Sunday, March 10, 2019

To some, we are dead ringers

I work at a public library desk and I have a coworker who patrons constantly think is me. He looks nothing like me, but he IS the other middle-aged balding, graying white guy. 

So when we have a shift change at the top of the hour, often a patron he helped earlier will come back by the desk and thank me. I usually just smile and nod. "You're welcome." Often a patron will walk in the front doors and say "Remember me from last week? You were right. I went home and tried rebooting and it worked!" I have never seen them before. 

It's O.K. We all look alike. 

We have a young Latina who also works the desk, and a middle aged lady. They don't get mistaken for each other by the public, understandably. But for Gaetano and me, it happens constantly, almost daily. 

His name is Gaetano, so even our names look similar at a glance on our nametags. He is Italian-American. One time a woman walked up to me, clearly having had a previous conversation with him, and she opened with "So are you FLUENT in Italian or just speak a little?" I said I was George and the only Italian I know is fuhgeddaboutit. 

People are generally embarrassed to get us wrong. If I'm being honest, it's kind of entertaining.

Recently when I relieved Gaetano from desk duty, within five minutes of each other, an old guy thanked me for giving him extra computer time and a woman happily held up a book and said "I found it. The title was just a little different than I thought." 

I never saw them before.

It happens to him after I leave the desk just as often. Even our fellow staff, if they have just come on shift and only see one of us out of the corner of their eye, will call us by the other's name. They are apologetic, always, since they know it's a "thing." They even have a nickname for us. 

They call us "Georgetano." 

Turns out we both went to the same high school, although a dozen years apart. We're both dads. We both deliver a wry punch line quietly, with a straight face. We often wear the same library logo polo shirts. How can we blame the public? Some people couldn't tell Redford and Newman apart.

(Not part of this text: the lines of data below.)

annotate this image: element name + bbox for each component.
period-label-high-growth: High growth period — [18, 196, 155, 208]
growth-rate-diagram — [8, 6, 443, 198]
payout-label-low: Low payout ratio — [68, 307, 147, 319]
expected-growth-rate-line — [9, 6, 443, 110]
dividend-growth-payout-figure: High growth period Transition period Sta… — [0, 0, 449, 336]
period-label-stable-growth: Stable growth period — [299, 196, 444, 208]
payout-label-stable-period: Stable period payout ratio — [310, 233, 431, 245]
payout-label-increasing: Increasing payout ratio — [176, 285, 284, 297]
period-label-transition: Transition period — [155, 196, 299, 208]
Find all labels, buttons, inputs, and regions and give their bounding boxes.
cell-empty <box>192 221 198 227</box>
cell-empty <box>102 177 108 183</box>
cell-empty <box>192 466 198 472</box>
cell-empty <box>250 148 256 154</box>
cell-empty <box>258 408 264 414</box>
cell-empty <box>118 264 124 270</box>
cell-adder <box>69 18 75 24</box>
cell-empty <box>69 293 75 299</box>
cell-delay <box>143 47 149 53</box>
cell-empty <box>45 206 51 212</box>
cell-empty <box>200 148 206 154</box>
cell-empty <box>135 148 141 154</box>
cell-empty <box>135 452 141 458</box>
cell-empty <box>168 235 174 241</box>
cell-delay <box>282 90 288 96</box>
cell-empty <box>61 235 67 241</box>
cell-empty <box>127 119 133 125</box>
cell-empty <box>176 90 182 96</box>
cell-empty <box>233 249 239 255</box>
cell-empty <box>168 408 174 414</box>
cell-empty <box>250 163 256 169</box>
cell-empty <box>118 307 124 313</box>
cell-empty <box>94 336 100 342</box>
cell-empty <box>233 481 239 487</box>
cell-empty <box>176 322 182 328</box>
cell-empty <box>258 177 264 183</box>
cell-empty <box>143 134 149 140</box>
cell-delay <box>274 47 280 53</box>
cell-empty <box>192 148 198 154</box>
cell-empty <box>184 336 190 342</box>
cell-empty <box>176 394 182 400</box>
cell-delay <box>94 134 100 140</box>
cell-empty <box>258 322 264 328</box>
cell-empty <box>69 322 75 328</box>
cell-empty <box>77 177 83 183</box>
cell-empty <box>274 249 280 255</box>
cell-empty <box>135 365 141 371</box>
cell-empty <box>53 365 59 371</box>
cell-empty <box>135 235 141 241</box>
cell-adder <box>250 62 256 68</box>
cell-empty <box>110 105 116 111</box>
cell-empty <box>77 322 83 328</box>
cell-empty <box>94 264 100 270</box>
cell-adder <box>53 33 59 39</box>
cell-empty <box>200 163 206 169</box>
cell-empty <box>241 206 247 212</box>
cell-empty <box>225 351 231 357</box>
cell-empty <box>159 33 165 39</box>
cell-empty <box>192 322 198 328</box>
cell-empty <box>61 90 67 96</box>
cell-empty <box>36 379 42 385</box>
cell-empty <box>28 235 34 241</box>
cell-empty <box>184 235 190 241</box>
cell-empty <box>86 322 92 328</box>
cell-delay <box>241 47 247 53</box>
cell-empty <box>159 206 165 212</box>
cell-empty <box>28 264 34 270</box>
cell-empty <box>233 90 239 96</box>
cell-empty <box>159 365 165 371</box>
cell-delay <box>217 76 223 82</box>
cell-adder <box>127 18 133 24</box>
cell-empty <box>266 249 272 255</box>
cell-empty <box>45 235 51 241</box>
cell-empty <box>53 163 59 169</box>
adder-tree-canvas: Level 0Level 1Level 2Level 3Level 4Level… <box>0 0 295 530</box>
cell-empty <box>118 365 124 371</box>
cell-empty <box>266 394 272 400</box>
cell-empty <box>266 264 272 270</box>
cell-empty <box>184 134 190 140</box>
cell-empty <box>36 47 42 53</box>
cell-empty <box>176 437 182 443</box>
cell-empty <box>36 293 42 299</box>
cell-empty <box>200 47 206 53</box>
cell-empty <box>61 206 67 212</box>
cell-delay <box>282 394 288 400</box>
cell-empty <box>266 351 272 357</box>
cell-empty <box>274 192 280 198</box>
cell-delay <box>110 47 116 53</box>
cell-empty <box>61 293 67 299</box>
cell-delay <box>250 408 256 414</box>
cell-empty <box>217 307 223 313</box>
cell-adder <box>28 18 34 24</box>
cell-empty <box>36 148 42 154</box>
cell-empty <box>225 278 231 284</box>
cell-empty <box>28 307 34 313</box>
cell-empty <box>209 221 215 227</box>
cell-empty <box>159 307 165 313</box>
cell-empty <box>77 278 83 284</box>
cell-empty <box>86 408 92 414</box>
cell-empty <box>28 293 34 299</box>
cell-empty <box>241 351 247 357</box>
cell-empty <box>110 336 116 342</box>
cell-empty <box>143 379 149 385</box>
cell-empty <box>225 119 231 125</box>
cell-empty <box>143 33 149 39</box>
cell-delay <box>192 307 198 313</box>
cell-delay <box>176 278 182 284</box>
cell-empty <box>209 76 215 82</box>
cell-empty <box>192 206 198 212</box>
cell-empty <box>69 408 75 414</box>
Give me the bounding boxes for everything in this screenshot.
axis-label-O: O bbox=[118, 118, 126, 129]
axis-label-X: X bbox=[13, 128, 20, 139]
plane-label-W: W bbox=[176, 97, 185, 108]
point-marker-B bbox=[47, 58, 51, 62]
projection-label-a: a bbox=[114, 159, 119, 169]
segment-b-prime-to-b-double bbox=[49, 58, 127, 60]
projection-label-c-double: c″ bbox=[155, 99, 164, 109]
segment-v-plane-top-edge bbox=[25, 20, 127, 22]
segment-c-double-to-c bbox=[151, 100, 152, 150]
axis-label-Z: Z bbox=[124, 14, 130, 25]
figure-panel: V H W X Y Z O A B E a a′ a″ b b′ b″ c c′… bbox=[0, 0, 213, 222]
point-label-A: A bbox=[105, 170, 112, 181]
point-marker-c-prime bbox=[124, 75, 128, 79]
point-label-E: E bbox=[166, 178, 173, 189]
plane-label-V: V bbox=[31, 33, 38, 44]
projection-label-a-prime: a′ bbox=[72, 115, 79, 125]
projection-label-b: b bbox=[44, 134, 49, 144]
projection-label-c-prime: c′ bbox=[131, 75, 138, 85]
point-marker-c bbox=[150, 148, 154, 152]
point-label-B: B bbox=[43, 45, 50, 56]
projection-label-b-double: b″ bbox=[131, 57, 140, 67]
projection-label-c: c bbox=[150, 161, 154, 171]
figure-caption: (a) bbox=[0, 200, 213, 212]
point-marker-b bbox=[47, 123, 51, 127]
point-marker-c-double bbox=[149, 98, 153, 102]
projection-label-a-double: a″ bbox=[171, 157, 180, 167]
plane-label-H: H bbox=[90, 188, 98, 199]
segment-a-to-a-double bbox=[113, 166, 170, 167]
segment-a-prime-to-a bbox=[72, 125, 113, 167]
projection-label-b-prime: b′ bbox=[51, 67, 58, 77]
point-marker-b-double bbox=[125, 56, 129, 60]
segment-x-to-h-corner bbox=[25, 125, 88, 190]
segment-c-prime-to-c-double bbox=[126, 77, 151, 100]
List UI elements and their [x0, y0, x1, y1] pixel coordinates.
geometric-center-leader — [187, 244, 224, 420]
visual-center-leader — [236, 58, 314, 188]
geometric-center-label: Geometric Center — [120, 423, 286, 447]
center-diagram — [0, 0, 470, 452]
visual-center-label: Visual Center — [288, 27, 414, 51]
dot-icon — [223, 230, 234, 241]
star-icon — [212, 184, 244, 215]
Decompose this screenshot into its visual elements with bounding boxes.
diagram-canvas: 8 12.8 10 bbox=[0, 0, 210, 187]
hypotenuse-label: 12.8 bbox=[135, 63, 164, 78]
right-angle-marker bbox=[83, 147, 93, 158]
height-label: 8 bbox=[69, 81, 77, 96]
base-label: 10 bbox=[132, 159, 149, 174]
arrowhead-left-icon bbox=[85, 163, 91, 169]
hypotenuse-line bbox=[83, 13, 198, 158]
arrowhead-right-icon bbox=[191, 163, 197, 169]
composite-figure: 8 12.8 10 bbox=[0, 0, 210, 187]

That is why it occurred to me that I could totally commit the perfect crime, as long as it occurred in the library. A whole string of witnesses would swear they saw Gaetano do it. I have to figure out the details still. We have worked together for 14 years, all of them leading up to this moment. The doppelgänger denouement! It is destiny. 

Or, to borrow a library phrase, it is way overdue.

Except I just wrote about it. Crap. Or did Gaetano just write about it? Ha! That would really show premeditation on his part. Oh, he is totally going down. 



Sunday, March 3, 2019

Patreon supporter week - The History of Sleep

My column this week goes out exclusively to my Patreon supporters. For a buck a month you can access the full column, "The History of Sleep," the first paragraph of which goes like this:

"We spend a third of our lives asleep, and that does not even count the time during the Masters Tournament. How we sleep has undergone drastic changes over the millennia. Evolution suggests that first, like The Godfather's Luca Brasi, we slept with the fishes. Then as we developed limbs, we probably slept under a bush, because predators would never think of looking there. Then in trees. It wasn't until some brainiac discovered that caves keep rain off that our sleep customs advanced..."

From there it goes into the history of early mattresses, which I will just say involved small animals.

Do you have a buck this month? And next? Then join the fun here.